Saturday, 22 June 2024

Radicalism and English coffeehouses

'Radical' in its original form meant:


but over time, it significantly changed its primary, of many meanings:


Notice that one is the American Meriam Webster and the other is Oxford ... there's a lot of Founding Fathers/ Constitution/Declaration of Independence in the first ... while the second is almost a guidebook for Alinsky communist rip out and destroy, root and crop, baby with bathwater, mindlessly, start over, under the control of a self-appointed politburo of "sages".

In 17th- and 18th-century England, coffeehouses served as public social places where men would meet for conversation and commerce. For the price of a penny, customers purchased a cup of coffee and admission. Travellers introduced coffee as a beverage to England during the mid-17th century; previously it had been consumed mainly for its supposed medicinal properties. Coffeehouses also served tea and hot chocolate as well as a light meal.

The historian Brian Cowan describes English coffeehouses as "places where people gathered to drink coffee, learn the news of the day, and perhaps to meet with other local residents and discuss matters of mutual concern." The absence of alcohol created an atmosphere in which it was possible to engage in more serious conversation than in an alehouse. Coffeehouses also played an important role in the development of financial markets and newspapers.

Topics discussed included politics and political scandals, daily gossip, fashion, current events, and debates surrounding philosophy and the natural sciences. Historians often associate English coffeehouses, during the 17th and 18th centuries, with the intellectual and cultural history of the Age of Enlightenment: they were an alternate sphere, supplementary to the university. Political groups frequently used coffeehouses as meeting places.

The whole notion of why the royalists allowed such back to the roots discussion by the ordinary man was that he wasn't a worker, he was a town guildsman or academic or thinker and coffeehouse rules demanded civility and "enlightened" discussion other than on proscribed topics:

The topic of "sacred things" was barred from coffeehouses, and rules existed against speaking poorly of the state as well as religious scriptures.

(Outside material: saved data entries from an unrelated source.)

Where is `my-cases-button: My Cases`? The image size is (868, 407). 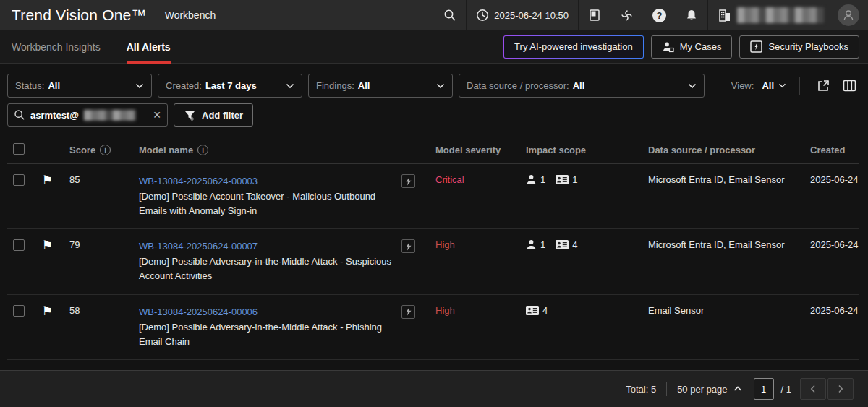
my-cases-button: My Cases is located at coordinates (692, 47).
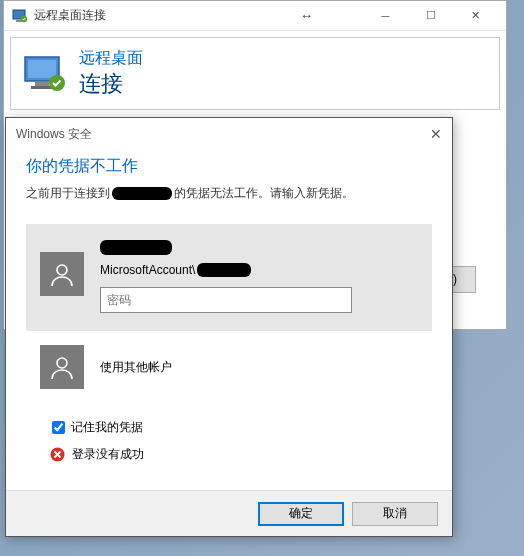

The barring of "sacred" discussion, far from protecting the faith, actually encouraged participants to discuss anything other than that or other than anything threatening the state ... within a narrow, bowdlerised range of topics and views, discussion was fierce and heated ... the thinking giants of the time were there.

Out of it all came a godless take on the world, where monarchs were also not part of it ... in other words, the Royal Society natural science only, secular view on all things, just as the universities wanted the ordinary middle-classer to limit it to.

Coffeehouses died away in the late C18th because there was a new international game now ... French Revolution and the instalment of The Voice of Reason on the altar of Notre Dame and so today's bloodbaths began.  How many did Lenin slaughter? Stalin? Hitler?  CRT in schools after the Frankfurt School ... look at the state of parenting and rainbow Wokery school teaching today.

Once you tear down a society's natural protections, despite the abuses by those above ... then it's a Build Back Better Brave New World, all rules of engagement dashed to the ground ... marauding mobs now control the streets.  And the indtigators in their high castles and corridors are as safe as cadtles ... so they think.

1 comment:

  1. I recall that when the "new" Lloyds of London building was opened, the joke going round the City was "Lloyds, founded in a coffee shop, ended up in a coffee percolator".